This article is missing information about the Burroughs's works Grauerholz edited after the author's death, i.e. Naked Lunch: The Restored Text. Please expand the article to include this information. Further details may exist on the talk page.(July 2020)
Grauerholz was born in Coffeyville, Kansas, and attended the University of Kansas for a year before dropping out and traveling to New York City. By his own admission, he was fascinated with Beat Generation literature and authors.
Grauerholz became acquainted with Burroughs in the 1970s while befriending Allen Ginsberg in New York City. Ginsberg recommended Grauerholz to Burroughs as a possible assistant and their working relationship began in this simple manner, yet grew to be a major factor in the popularization of Burroughs and his works. Grauerholz became Burroughs's friend and business manager until the author's death in 1997.
Grauerholz helped edit[citation needed] a trilogy of novels: Cities of the Red Night (1981), The Place of Dead Roads (1985) and The Western Lands (1987). He acted as Burroughs's business manager, spearheading reading tours in the 1980s and 1990s, and wrote editorial copy for Interzone, a compilation of stories. He quit working for Burroughs and returned to Kansas in the early 1980s, and this quickly led Burroughs to relocate to the Midwestern university town of Lawrence, Kansas, to work more closely with Grauerholz again. [citation needed] Up until Burroughs's death in 1997, Grauerholz supported him, getting him reading engagements, commercial advertisements (Nike shoes), and parts in films (Drugstore Cowboy), as well as recording Burroughs's readings. He looked after Burroughs's physical needs as well, taking him to a methadone clinic in Kansas City weekly, as well as providing him with companionship and acting as a kind of social secretary to the many people that came to Kansas to meet Burroughs [citation needed].
Grauerholz wrote biographical sketches for a Burroughs reader, Word Virus, and edited a posthumous release of Burroughs’ diaries, Last Words: The Final Journals of William S. Burroughs. Grauerholz worked on a full-length biography on Burroughs, but reportedly handed his writings and other material in the project to Barry Miles in March 2010.[1] The book, Call Me Burroughs: A Life, was published in 2014, with Miles as the sole credited author.[2][3]
Shooting Joan Burroughs at Beats in Kansas. William Burroughs and James Grauerholz, his editor, heir and adopted son, at Burroughs's Lawrence, Kansas, home in 1997, the last year of Burroughs's life.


#### What the task requires:
Repeat the entries that follow verbatim, without any of their pictures.

____ Task data

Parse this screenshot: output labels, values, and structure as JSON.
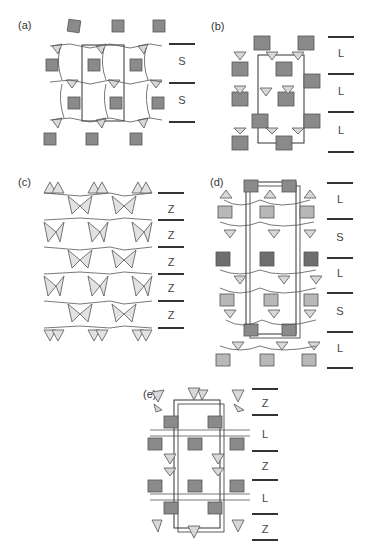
{
  "figure": {
    "panels": [
      {
        "id": "a",
        "label": "(a)",
        "stacking": [
          "S",
          "S"
        ],
        "description": "framework projection with layer sequence S S"
      },
      {
        "id": "b",
        "label": "(b)",
        "stacking": [
          "L",
          "L",
          "L"
        ],
        "description": "framework projection with layer sequence L L L"
      },
      {
        "id": "c",
        "label": "(c)",
        "stacking": [
          "Z",
          "Z",
          "Z",
          "Z",
          "Z"
        ],
        "description": "framework projection with layer sequence Z Z Z Z Z"
      },
      {
        "id": "d",
        "label": "(d)",
        "stacking": [
          "L",
          "S",
          "L",
          "S",
          "L"
        ],
        "description": "framework projection with layer sequence L S L S L"
      },
      {
        "id": "e",
        "label": "(e)",
        "stacking": [
          "Z",
          "L",
          "Z",
          "L",
          "Z"
        ],
        "description": "framework projection with layer sequence Z L Z L Z"
      }
    ],
    "colors": {
      "octahedra": "#8a8a8a",
      "tetrahedra": "#d8d8d8",
      "bonds": "#555555",
      "cell": "#333333",
      "separator": "#333333"
    }
  }
}
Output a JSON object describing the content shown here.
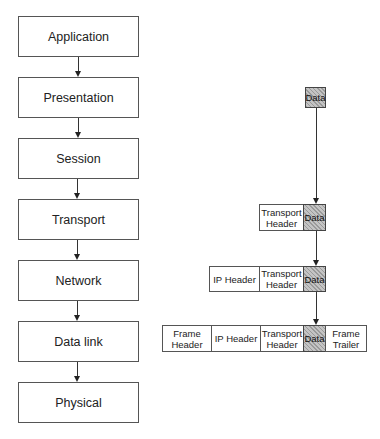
{
  "diagram": {
    "layers": [
      {
        "label": "Application"
      },
      {
        "label": "Presentation"
      },
      {
        "label": "Session"
      },
      {
        "label": "Transport"
      },
      {
        "label": "Network"
      },
      {
        "label": "Data link"
      },
      {
        "label": "Physical"
      }
    ],
    "encapsulation": {
      "data_only": {
        "data": "Data"
      },
      "transport_segment": {
        "transport_header": "Transport Header",
        "data": "Data"
      },
      "ip_packet": {
        "ip_header": "IP Header",
        "transport_header": "Transport Header",
        "data": "Data"
      },
      "frame": {
        "frame_header": "Frame Header",
        "ip_header": "IP Header",
        "transport_header": "Transport Header",
        "data": "Data",
        "frame_trailer": "Frame Trailer"
      }
    }
  }
}
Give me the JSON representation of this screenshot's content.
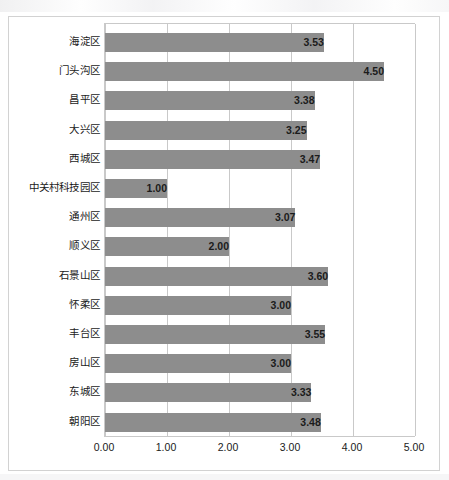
{
  "chart_data": {
    "type": "bar",
    "orientation": "horizontal",
    "title": "",
    "subtitle": "",
    "xlabel": "",
    "ylabel": "",
    "xlim": [
      0,
      5
    ],
    "ylim": null,
    "grid": true,
    "legend": false,
    "legend_position": "none",
    "xticks": [
      "0.00",
      "1.00",
      "2.00",
      "3.00",
      "4.00",
      "5.00"
    ],
    "xtick_values": [
      0,
      1,
      2,
      3,
      4,
      5
    ],
    "categories": [
      "海淀区",
      "门头沟区",
      "昌平区",
      "大兴区",
      "西城区",
      "中关村科技园区",
      "通州区",
      "顺义区",
      "石景山区",
      "怀柔区",
      "丰台区",
      "房山区",
      "东城区",
      "朝阳区"
    ],
    "values": [
      3.53,
      4.5,
      3.38,
      3.25,
      3.47,
      1.0,
      3.07,
      2.0,
      3.6,
      3.0,
      3.55,
      3.0,
      3.33,
      3.48
    ],
    "value_labels": [
      "3.53",
      "4.50",
      "3.38",
      "3.25",
      "3.47",
      "1.00",
      "3.07",
      "2.00",
      "3.60",
      "3.00",
      "3.55",
      "3.00",
      "3.33",
      "3.48"
    ],
    "series": [
      {
        "name": "",
        "values": [
          3.53,
          4.5,
          3.38,
          3.25,
          3.47,
          1.0,
          3.07,
          2.0,
          3.6,
          3.0,
          3.55,
          3.0,
          3.33,
          3.48
        ]
      }
    ]
  },
  "colors": {
    "bar": "#8d8d8d",
    "gridline": "#c9c9c9",
    "frame": "#d2d2d2",
    "text": "#1a1a1a",
    "background": "#ffffff"
  }
}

________

#### Answer for this exercise:
Parse this screenshot: output labels, values, and structure as JSON.
{
  "figure": {
    "panels": [
      {
        "id": "a",
        "label": "(a)",
        "stacking": [
          "S",
          "S"
        ],
        "description": "framework projection with layer sequence S S"
      },
      {
        "id": "b",
        "label": "(b)",
        "stacking": [
          "L",
          "L",
          "L"
        ],
        "description": "framework projection with layer sequence L L L"
      },
      {
        "id": "c",
        "label": "(c)",
        "stacking": [
          "Z",
          "Z",
          "Z",
          "Z",
          "Z"
        ],
        "description": "framework projection with layer sequence Z Z Z Z Z"
      },
      {
        "id": "d",
        "label": "(d)",
        "stacking": [
          "L",
          "S",
          "L",
          "S",
          "L"
        ],
        "description": "framework projection with layer sequence L S L S L"
      },
      {
        "id": "e",
        "label": "(e)",
        "stacking": [
          "Z",
          "L",
          "Z",
          "L",
          "Z"
        ],
        "description": "framework projection with layer sequence Z L Z L Z"
      }
    ],
    "colors": {
      "octahedra": "#8a8a8a",
      "tetrahedra": "#d8d8d8",
      "bonds": "#555555",
      "cell": "#333333",
      "separator": "#333333"
    }
  }
}
Output a JSON object describing the content shown here.
{
  "diagram": {
    "layers": [
      {
        "label": "Application"
      },
      {
        "label": "Presentation"
      },
      {
        "label": "Session"
      },
      {
        "label": "Transport"
      },
      {
        "label": "Network"
      },
      {
        "label": "Data link"
      },
      {
        "label": "Physical"
      }
    ],
    "encapsulation": {
      "data_only": {
        "data": "Data"
      },
      "transport_segment": {
        "transport_header": "Transport Header",
        "data": "Data"
      },
      "ip_packet": {
        "ip_header": "IP Header",
        "transport_header": "Transport Header",
        "data": "Data"
      },
      "frame": {
        "frame_header": "Frame Header",
        "ip_header": "IP Header",
        "transport_header": "Transport Header",
        "data": "Data",
        "frame_trailer": "Frame Trailer"
      }
    }
  }
}
Give me the JSON representation of this screenshot's content.
{
  "chart_data": {
    "type": "bar",
    "orientation": "horizontal",
    "title": "",
    "subtitle": "",
    "xlabel": "",
    "ylabel": "",
    "xlim": [
      0,
      5
    ],
    "ylim": null,
    "grid": true,
    "legend": false,
    "legend_position": "none",
    "xticks": [
      "0.00",
      "1.00",
      "2.00",
      "3.00",
      "4.00",
      "5.00"
    ],
    "xtick_values": [
      0,
      1,
      2,
      3,
      4,
      5
    ],
    "categories": [
      "海淀区",
      "门头沟区",
      "昌平区",
      "大兴区",
      "西城区",
      "中关村科技园区",
      "通州区",
      "顺义区",
      "石景山区",
      "怀柔区",
      "丰台区",
      "房山区",
      "东城区",
      "朝阳区"
    ],
    "values": [
      3.53,
      4.5,
      3.38,
      3.25,
      3.47,
      1.0,
      3.07,
      2.0,
      3.6,
      3.0,
      3.55,
      3.0,
      3.33,
      3.48
    ],
    "value_labels": [
      "3.53",
      "4.50",
      "3.38",
      "3.25",
      "3.47",
      "1.00",
      "3.07",
      "2.00",
      "3.60",
      "3.00",
      "3.55",
      "3.00",
      "3.33",
      "3.48"
    ],
    "series": [
      {
        "name": "",
        "values": [
          3.53,
          4.5,
          3.38,
          3.25,
          3.47,
          1.0,
          3.07,
          2.0,
          3.6,
          3.0,
          3.55,
          3.0,
          3.33,
          3.48
        ]
      }
    ]
  },
  "colors": {
    "bar": "#8d8d8d",
    "gridline": "#c9c9c9",
    "frame": "#d2d2d2",
    "text": "#1a1a1a",
    "background": "#ffffff"
  }
}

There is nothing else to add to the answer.